You could be forgiven for being cynical about King Richard. The extraordinary Venus and Serena Williams, two of the greatest players in women’s tennis history, here become supporting characters in a drama about their dad, Richard. Oh look, Hollywood has found a man’s story to tell. It’s to the credit of director Reinaldo Marcus Green and star Will Smith that this film makes the case for its counter-intuitive focal point.
Smith’s Richard Williams is a husband, security guard and father to five over-achieving daughters with his second wife Brandy (Aunjanue Ellis).

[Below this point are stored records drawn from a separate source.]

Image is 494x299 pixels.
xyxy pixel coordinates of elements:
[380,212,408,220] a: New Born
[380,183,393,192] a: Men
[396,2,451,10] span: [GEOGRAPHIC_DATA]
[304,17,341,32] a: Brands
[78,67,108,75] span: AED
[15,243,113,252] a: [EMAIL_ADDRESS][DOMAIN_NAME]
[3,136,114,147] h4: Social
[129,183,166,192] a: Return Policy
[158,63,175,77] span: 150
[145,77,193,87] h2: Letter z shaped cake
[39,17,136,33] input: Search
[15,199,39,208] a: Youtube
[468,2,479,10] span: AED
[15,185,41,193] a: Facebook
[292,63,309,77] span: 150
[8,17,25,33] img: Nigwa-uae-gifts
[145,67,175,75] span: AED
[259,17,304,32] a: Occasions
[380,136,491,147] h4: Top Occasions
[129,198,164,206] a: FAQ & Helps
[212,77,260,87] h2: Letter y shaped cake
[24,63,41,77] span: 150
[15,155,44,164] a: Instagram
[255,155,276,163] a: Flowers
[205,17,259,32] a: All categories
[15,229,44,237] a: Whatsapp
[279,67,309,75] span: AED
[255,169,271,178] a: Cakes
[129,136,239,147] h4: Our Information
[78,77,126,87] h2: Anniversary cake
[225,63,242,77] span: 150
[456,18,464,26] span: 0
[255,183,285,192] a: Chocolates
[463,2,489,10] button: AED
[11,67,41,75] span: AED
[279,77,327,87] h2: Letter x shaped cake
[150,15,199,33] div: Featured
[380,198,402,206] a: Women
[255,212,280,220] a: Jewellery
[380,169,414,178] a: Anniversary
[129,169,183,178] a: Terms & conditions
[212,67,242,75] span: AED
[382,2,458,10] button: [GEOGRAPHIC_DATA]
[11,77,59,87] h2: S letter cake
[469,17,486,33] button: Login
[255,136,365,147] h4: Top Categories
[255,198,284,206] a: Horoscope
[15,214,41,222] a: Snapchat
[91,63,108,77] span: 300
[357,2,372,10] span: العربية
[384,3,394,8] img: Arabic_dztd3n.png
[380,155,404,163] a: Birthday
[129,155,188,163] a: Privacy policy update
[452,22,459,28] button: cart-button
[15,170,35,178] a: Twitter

Their youngest two, Venus (Saniyya Sidney) and Serena (Demi Singleton), have been groomed for tennis greatness according to a plan Williams drew up before they were born. His hopes seems grandiose at best, deluded at worst, as he tours tennis clubs in search of coaches, sponsors or just discarded tennis balls. But Williams keeps on, pushing his children in a way that might be hard to forgive if he didn’t push himself harder.
Smith reins in his usual breezy confidence in favour of something more effortful, but keeps a twinkle in Williams’s eye as he begs favours, bluffs his way into country clubs and browbeats star coaches into watching his daughters play. Those coaches are by turns fascinated and exasperated, with Jon Bernthal’s Rick Macci visibly unmoored after Williams’ charm offensives.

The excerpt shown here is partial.